The Year of Protected Bike Lanes
This is the riskiest prediction in the list because we’ve been waiting and hoping for more (and better!) protected bike lanes for many years. But everything is lined up for 2018 to be the year it finally happens.
PBOT is putting the finishing touches on a new internal design manual that will make it easier for city engineers to green-light and install curbs, bollards, and other methods of bikeway protection. For years now we’ve been painting generous buffer zones to existing bike lanes and that space is just waiting to be used. Any place you see paint-only bike lane buffers is likely to become physically protected in 2018: places like the North Larrabee overpass to the Broadway Bridge; North Vancouver Avenue south of Columbia Blvd; and the newly striped North Willamette Blvd (where we expect to see protection added not just in the newly reconfigured section but further north as well).
And those are just the existing bike lanes. PBOT’s Central City in Motion project still inches along painfully slow, but moving faster is the SW Naito project we covered yesterday. And then there’s Better Naito, which is such an easy win for Mayor Ted Wheeler that I’m surprised he hasn’t come out in advance of its return in May to make it permanent.

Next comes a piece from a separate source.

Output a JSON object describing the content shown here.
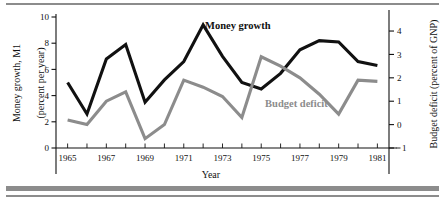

Portland’s lack of a high-quality, network of protected bikeways has become an embarrassment — not to mention a major public safety liability. We have the tools, the roadway space, the plans and the public support to do this.
Lower Residential Speed Limits
In case you forgot, the Oregon Legislature passed a law this past session that gives the City of Portland authority to reduce speed limits on over 3,000 miles of residential streets — that’s over 60 percent of all the streets in Portland — to 20 mph. This is a big deal that could become a crucial part of the cultural change we need to defend our streets against the motorized menace.
To get ready for a major rollout this spring, PBOT is putting togther a “20 is Plenty” marketing campaign. According to meeting minutes of their December 7th Vision Zero Task Force meeting, PBOT hired an advertising agency to craft an educational campaign “encouraging people to drive at safe speeds.” The company, Borders Perrin Norrander, ran focus groups and decided the best approach was to have a Portland celebrity share emotional stories, “of lives lost on Portland streets due to speeding, and highlighting that everybody is somebody.” PBOT also has about 2,000 new “20 MPH” signs and a list of locations to install them. They hope to finish that work by April of this year.
We’ll hear a lot more about the “20 is Plenty” campaign when PBOT makes a presentation to City Council on January 17th at 9:45 a.m.
A Sunday Parkways Downtown
This year will be the first since 2011 to have a Sunday Parkways route that goes downtown. PBOT has five events planned this year (starting May 21st) and the Downtown/Green Loop edition is slated for July 22nd. They haven’t released the route yet, but with it being billed as a way to showcase the Green Loop project, it’s likely to cross the Broadway Bridge, go through the North Park Blocks and eventually make its way over the Willamette River and loop back up north via the central eastside. I wouldn’t be surprised to see the route on NE 12th Avenue as a way to highlight the alignment of the new Sullivan’s Crossing Bridge (although I think using NE Grand would be more fun!).
While it’s nice to explore neighborhoods, Sunday Parkways will only reach its potential when the route uses our major arterials and even sections of urban interstates. In my view, the point of the event is to inspire people to change behaviors and show them how livable our city can be when you experience it outside of a car. We’ll only have that kind of an impact on the broader population when we put the human-powered fun right in front of their faces.
What projects are you looking forward to this year?